Scale, aeroplane and motorcycle torture involved the prolonged extension of the arms until the prisoner collapsed

Explaining why some of the sketches show prisoners eating snakes and rats, he said: “… because we starved so much and did not have enough to eat, we would find snakes in street. I know this sounds terrible to you. How do you eat a snake in the street?

“But for us the first one to find it was the person who got to eat it. Everybody raced to catch those snakes because we were so starved.”

He added: "Inmates died. Because we saw so many people die, we became so used to it. I'm sorry to say that we became so used to it that we didn't feel anything. In North Korea sometimes people on the verge of dying would ask for something to eat.

Starving prisoners would eat rats and mice in desperation

"Or when somebody died, we would strip them naked and we would wear the clothes. Those alive had to go on, those dead, I'm sorry, but they're dead, but we become used to this."

He also described being forced to transport the bodies of his fellow inmates who succumbed to the abuse to a makeshift crematorium.

He said: “We would light a fire. It’s not like we… it’s like burning rubbish, burning garbage and if you see inside the pot you would see the bones that have not burned and sometimes you get the powders of these bones. We would take them to the fields and use them as fertiliser.”

Prisoners were forced to transport bodies of their fellow inmates for burning

Overcrowding was rife, and at times he claimed there were up to 170 people in cells designed to accommodate 17 people.

“Sometimes people would sleep standing up and you would take turns lying down and standing up. In that kind of environment sometimes you are so exhausted that you want to give up, end your own life,” Mr Kim recalled.

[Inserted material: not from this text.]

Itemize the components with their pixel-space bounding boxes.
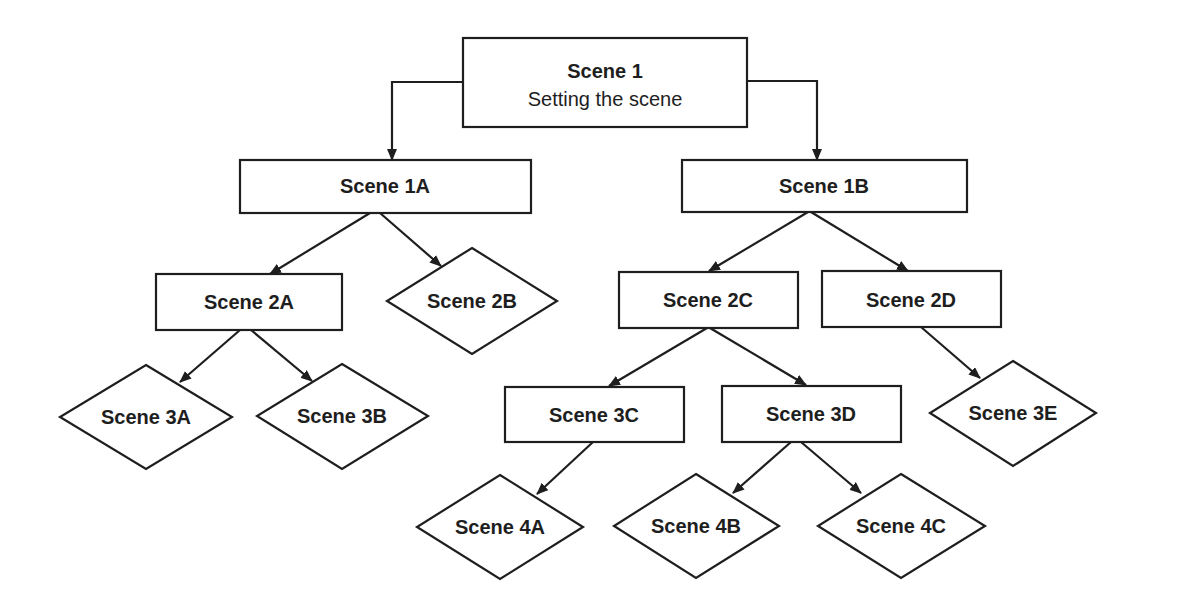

The UN report likens North Korea's inhumane treatment of prisoners to those of Nazi-era atrocities and claims rape, executions and forced abortions are also common among the country’s secret kwanliso camps, which are estimated to hold more than 200,000 men, women and children. It states:

In this illustration a prisoner in a solitary confinement cell reaches for a rat for sustenance

"The unspeakable atrocities committed against the inmates of the kwanliso political prison camps of the DPRK resemble the horrors of camps that totalitarian states established during the twentieth century. In the political prison camps of the Democratic People’s Republic of Korea, the inmate population is gradually eliminated through deliberate starvation, forced labour, executions, torture, sexual violence including rape and a denial of reproductive rights enforced through punishment, forced abortion and infanticide. The Commission estimates that hundreds of thousands of political prisoners have perished in these political prison camps over the course of more than five decades."

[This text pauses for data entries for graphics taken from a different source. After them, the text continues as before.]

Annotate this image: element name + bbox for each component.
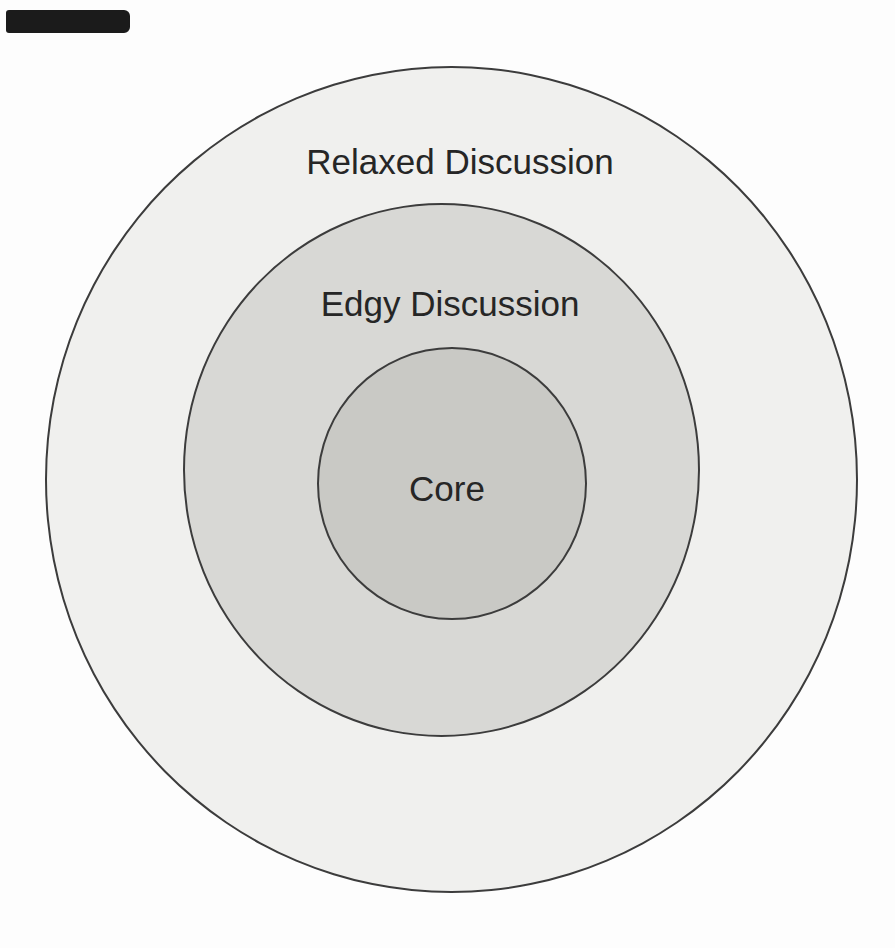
ring-label-edgy-discussion: Edgy Discussion bbox=[321, 282, 580, 326]
ring-label-core: Core bbox=[409, 467, 485, 511]
redaction-bar bbox=[6, 10, 130, 33]
ring-label-relaxed-discussion: Relaxed Discussion bbox=[306, 140, 613, 184]
diagram-canvas: Relaxed Discussion Edgy Discussion Core bbox=[0, 0, 895, 948]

The inquiry has been gathering evidence for almost a year. Meanwhile the North Korean government, under the leadership of Kim Jong Un, has hit out at the report in a statement sent to Reuters news agency.

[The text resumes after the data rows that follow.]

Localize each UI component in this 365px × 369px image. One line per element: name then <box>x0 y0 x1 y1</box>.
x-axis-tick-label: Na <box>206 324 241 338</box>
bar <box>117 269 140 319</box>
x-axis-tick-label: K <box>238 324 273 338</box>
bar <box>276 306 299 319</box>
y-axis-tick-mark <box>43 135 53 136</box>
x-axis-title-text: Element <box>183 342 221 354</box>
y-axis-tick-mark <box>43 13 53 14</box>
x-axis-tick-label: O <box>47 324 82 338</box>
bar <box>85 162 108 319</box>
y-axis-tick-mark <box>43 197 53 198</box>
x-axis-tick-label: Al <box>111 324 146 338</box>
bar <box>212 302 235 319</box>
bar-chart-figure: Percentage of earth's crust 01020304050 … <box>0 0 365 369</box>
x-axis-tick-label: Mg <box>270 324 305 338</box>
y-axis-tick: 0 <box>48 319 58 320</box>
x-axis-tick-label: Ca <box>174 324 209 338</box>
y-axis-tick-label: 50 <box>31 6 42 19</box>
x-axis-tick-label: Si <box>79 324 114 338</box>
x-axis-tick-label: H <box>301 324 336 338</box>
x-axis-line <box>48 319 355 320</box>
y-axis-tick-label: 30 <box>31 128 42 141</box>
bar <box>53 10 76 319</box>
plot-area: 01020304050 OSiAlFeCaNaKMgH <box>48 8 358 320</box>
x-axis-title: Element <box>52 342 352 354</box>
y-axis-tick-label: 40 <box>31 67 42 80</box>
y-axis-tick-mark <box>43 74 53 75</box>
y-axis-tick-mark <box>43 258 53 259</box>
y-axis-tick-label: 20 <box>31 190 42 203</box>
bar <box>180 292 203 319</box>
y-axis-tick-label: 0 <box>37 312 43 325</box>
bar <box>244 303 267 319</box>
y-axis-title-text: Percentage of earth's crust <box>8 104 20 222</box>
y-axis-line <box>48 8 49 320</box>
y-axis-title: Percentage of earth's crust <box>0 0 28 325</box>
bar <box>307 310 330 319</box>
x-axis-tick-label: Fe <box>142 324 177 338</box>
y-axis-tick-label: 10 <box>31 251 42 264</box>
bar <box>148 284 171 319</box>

It calls it "fabricated and invented" and an instrument of political plot, adding: "However, we will continue to strongly respond to the end to any attempt of regime-change and pressure under the pretext of 'human rights protection'."

The sketches appeared in Mr Kim's book Evidence Jeongeori Prison

Amnesty International has urged the world to increase pressure on North Korea.

“The gravity and nature of human rights violations are off the scale," Amnesty International’s East Asia Research Director Roseann Rife said.

“The UN Security Council and the Human Rights Council should seize this opportunity and use their power and influence to ensure the North Korean government acts on the Commission’s findings. The people of North Korea deserve no less.

“The international community cannot afford to sit idly by, as these incomprehensible crimes are perpetrated. The Commission’s findings reinforce the need for the UN Security Council to raise human rights alongside security and peace when it comes to North Korea.”

The report recommends the UN Security Council refers the country to the International Criminal Court or setting up an ad hoc tribunal, but the country's only ally China is likely to block any such attempt, the BBC writes.

The panel will formally present its findings next month, when the Human Rights Council will decide which recommendations to support.